The Elusive Cost of Care

My right knee started bothering me on a long run a month ago. After weeks of pain, fruitless physical therapy, and no clear diagnosis, I had an MRI scan of my knee. Thankfully, nothing major showed up – just a persistent case of tendonitis. As a competitive runner hoping to compete in the Olympic Trials, I asked my doctor several questions: When will I be able to run again? What kind of cross-training should I do in the meantime? How many times a day should I ice? What can I do to keep this tendonitis from recurring? Should I hold off on buying plane tickets to that big race in December? I failed to ask one important question, though: How much money will I have to pay for treatment? This failure is especially frustrating and surprising since my year-long Master’s Project focuses on clinical conversations about healthcare costs. I spend hours each week reading, writing, thinking, and talking about how doctors and patients can more effectively discuss out-of-pocket costs. If anybody should have the knowledge and resources to discuss medical costs, I should.

Yet here I was, a patient so focused on my running career that I completely forgot to ask how much my knee injury would cost. That MRI had a price tag worth more than just time, but my doctor and I did not discuss my ability or willingness to pay for it. Later, I felt stupid for agreeing to an expensive test without first knowing the toll it would take on my bank account.

I justified my experience somewhat by knowing the high value I placed on the information an MRI could offer. Even if I had known the exact stomach-churning price of my MRI, I probably still would have gotten the test. Others in my position may not have placed as high a premium on that information, however, and would have chosen a few more weeks of watchful waiting over high-priced MRI test results. The absence of cost information makes it nearly impossible for most patients to decide whether such tests are worth it for them.

Once I returned for my follow-up visit, I investigated the cost of my MRI in earnest. I spoke with half a dozen Duke Sports Medicine employees to try and learn how much I would pay for this test. None of these people could give me an answer. I have the same insurance as most Duke students – Blue Cross Blue Shield Student Blue – so I pay 20% coinsurance for most treatments, tests, and procedures. This means that, to learn the amount I pay for an MRI, I must first know the total cost of the MRI (then I pay 20% of what’s left after I pay the co-pay). No one at the clinic could tell me the total cost – not even the patient financial counselor. I had no possible way of knowing my out-of-pocket cost.

Patients have experiences like mine all the time. Most patients, however, do not study health policy and are even less well equipped to find, discuss, and consider healthcare costs. This is a huge problem. Duke Professor Peter Ubel argues that healthcare providers should make patients aware of the “financial toxicity” of treatment options, just as they discuss other potentially toxic side effects. Rule Number One of functional, competitive markets is that consumers – patients, in this case – should have access to the information necessary to make rational economic decisions. To the extent that healthcare is a market in this country and patients pay for their care with “skin in the game,” their ability to make good decisions is severely limited by the absence of treatment cost information.

Both healthcare providers and patients have a responsibility to consider patients’ out of pocket costs when making treatment decisions. Policy can enable these discussions by making cost information more accessible. Price transparency laws, cost calculators, and clinical communication aids are just a few of the alternatives that policymakers and healthcare administrators are currently exploring.

But policy alone cannot drive this major change in clinical culture. Insurance companies and other stakeholders must also shift to more patient-centered perspectives to foster good communication and create truly competitive healthcare markets. This means designing user-friendly insurance policies with less fine print, making all out-of-pocket costs available for patients and their doctors to discuss when deciding on treatments, and creating a healthcare culture that encourages and rewards effective communication around cost issues.

Until these changes occur, the onus will remain on patients to include cost queries in their litany of questions for medical providers. But even then, clinicians may not have the resources to provide answers.

Who is responsible for the health of this child?

Did you know there’s an election Tuesday?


* **REQUIRED ACTION**:
Leave out the pictures and restate exactly, and only, the lines from the one that contains "has width=686, height=338." through the final line of the material below.
====
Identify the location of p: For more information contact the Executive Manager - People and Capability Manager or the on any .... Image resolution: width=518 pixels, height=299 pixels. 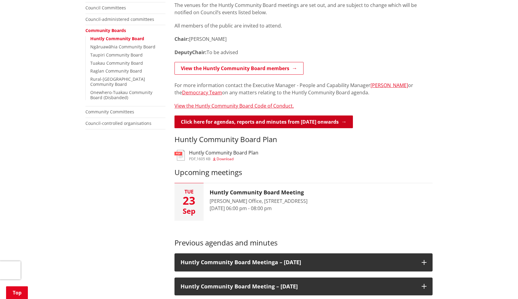
(303, 89).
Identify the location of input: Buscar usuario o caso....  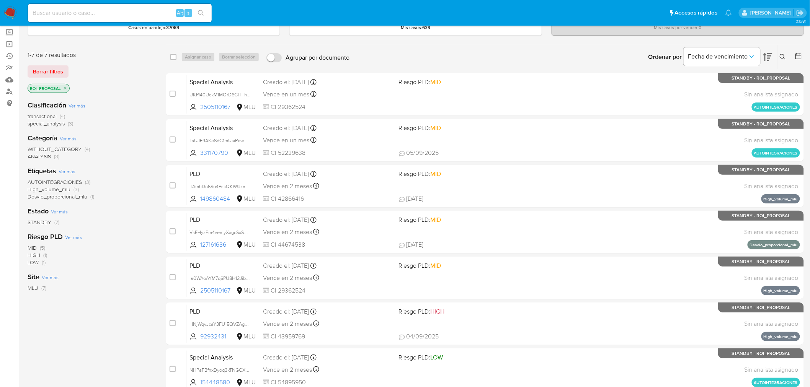
(120, 13).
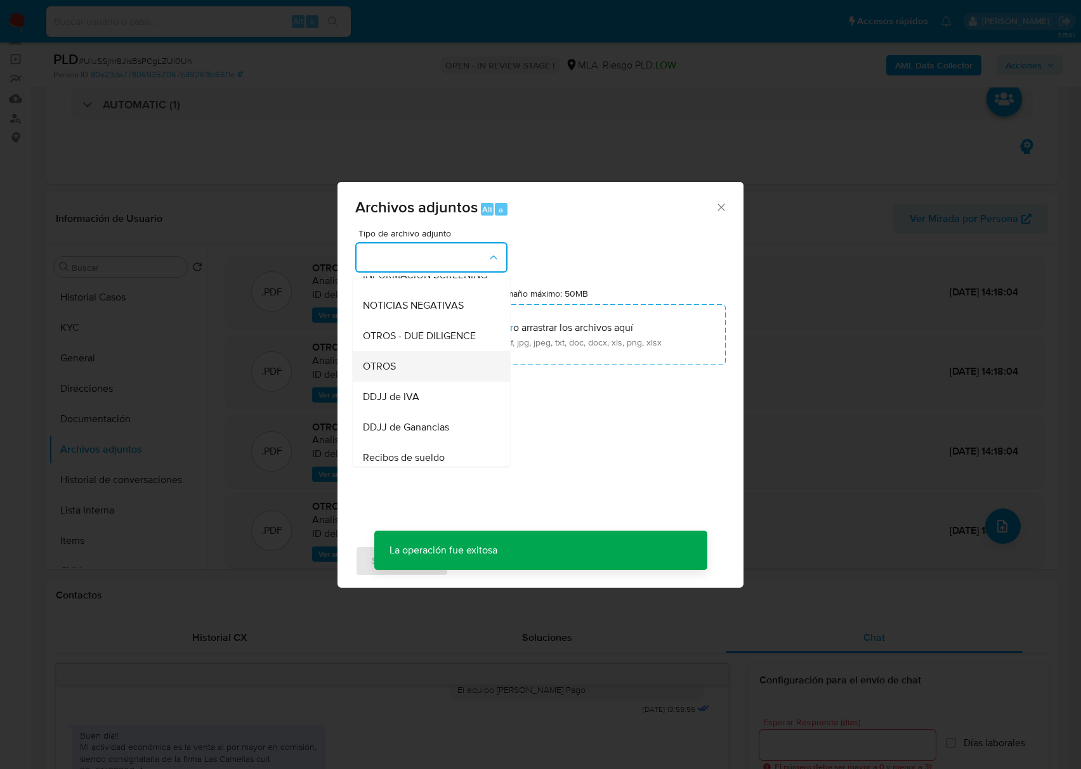  What do you see at coordinates (443, 551) in the screenshot?
I see `p: La operación fue exitosa` at bounding box center [443, 551].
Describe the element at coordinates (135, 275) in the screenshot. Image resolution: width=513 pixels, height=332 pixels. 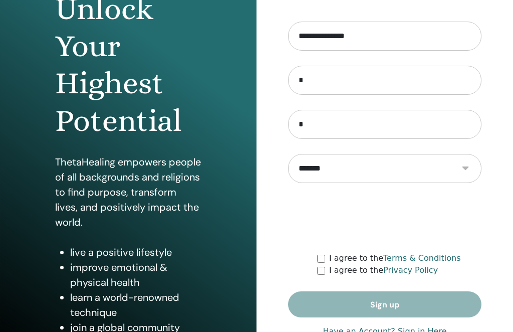
I see `li: improve emotional & physical health` at that location.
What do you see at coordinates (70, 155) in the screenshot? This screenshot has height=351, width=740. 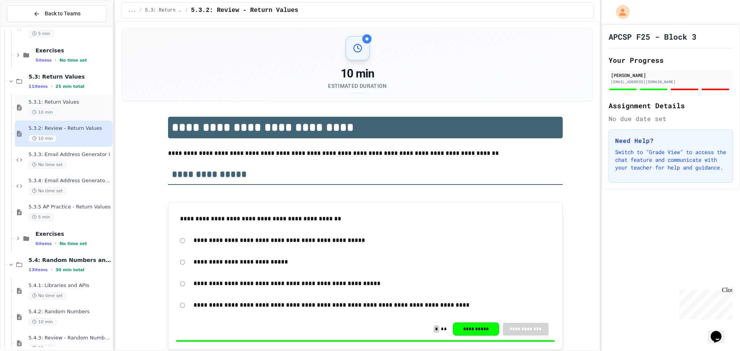 I see `span: 5.3.3: Email Address Generator I` at bounding box center [70, 155].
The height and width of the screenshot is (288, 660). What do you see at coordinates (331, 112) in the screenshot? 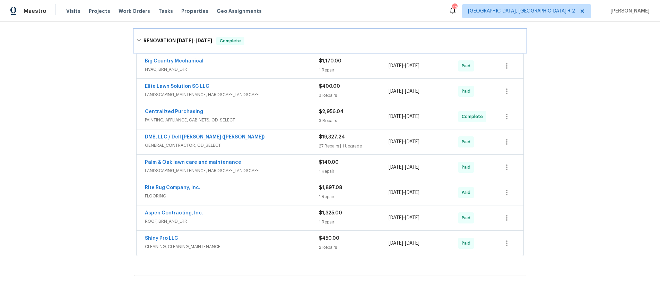
I see `span: $2,956.04` at bounding box center [331, 112].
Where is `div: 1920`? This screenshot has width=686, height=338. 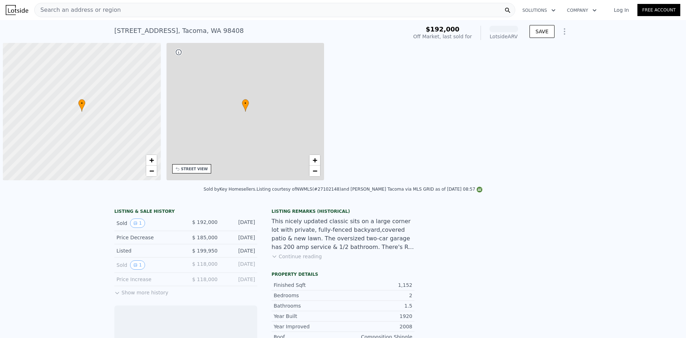
div: 1920 is located at coordinates (378, 316).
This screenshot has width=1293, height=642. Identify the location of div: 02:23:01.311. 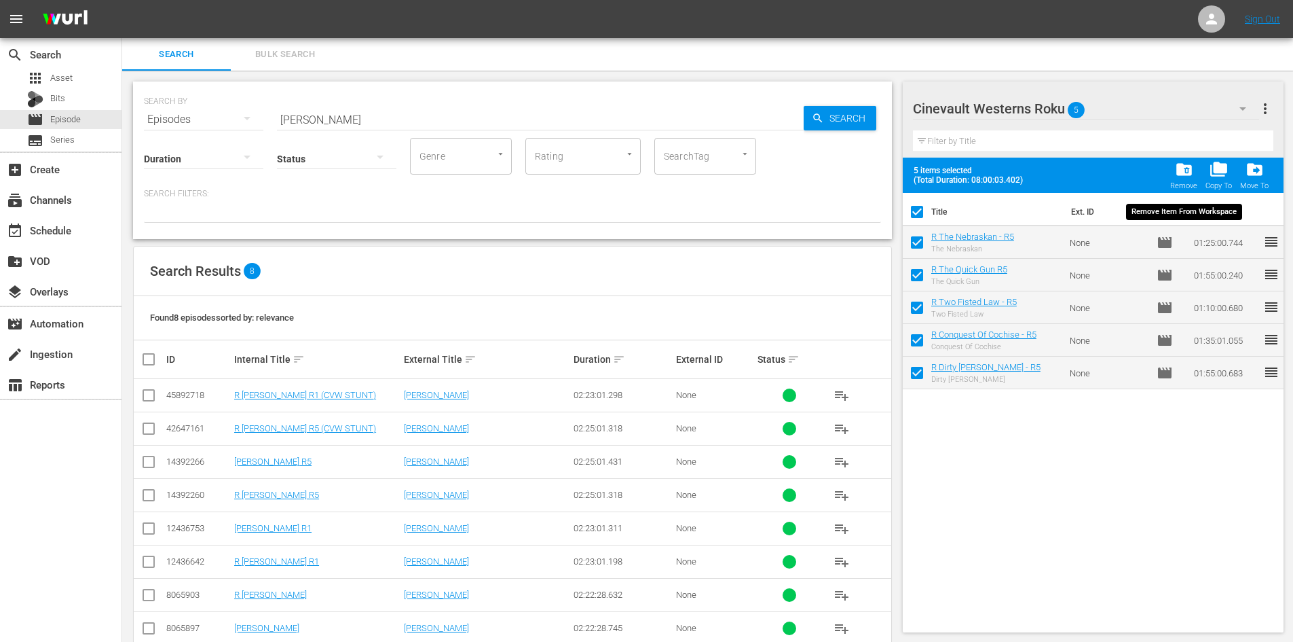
====
* **SOLVED EXERCISE**:
Where is `div: 1920`? This screenshot has width=686, height=338. 
div: 1920 is located at coordinates (378, 316).
This screenshot has width=1293, height=642. Identify the location of div: 02:23:01.311. 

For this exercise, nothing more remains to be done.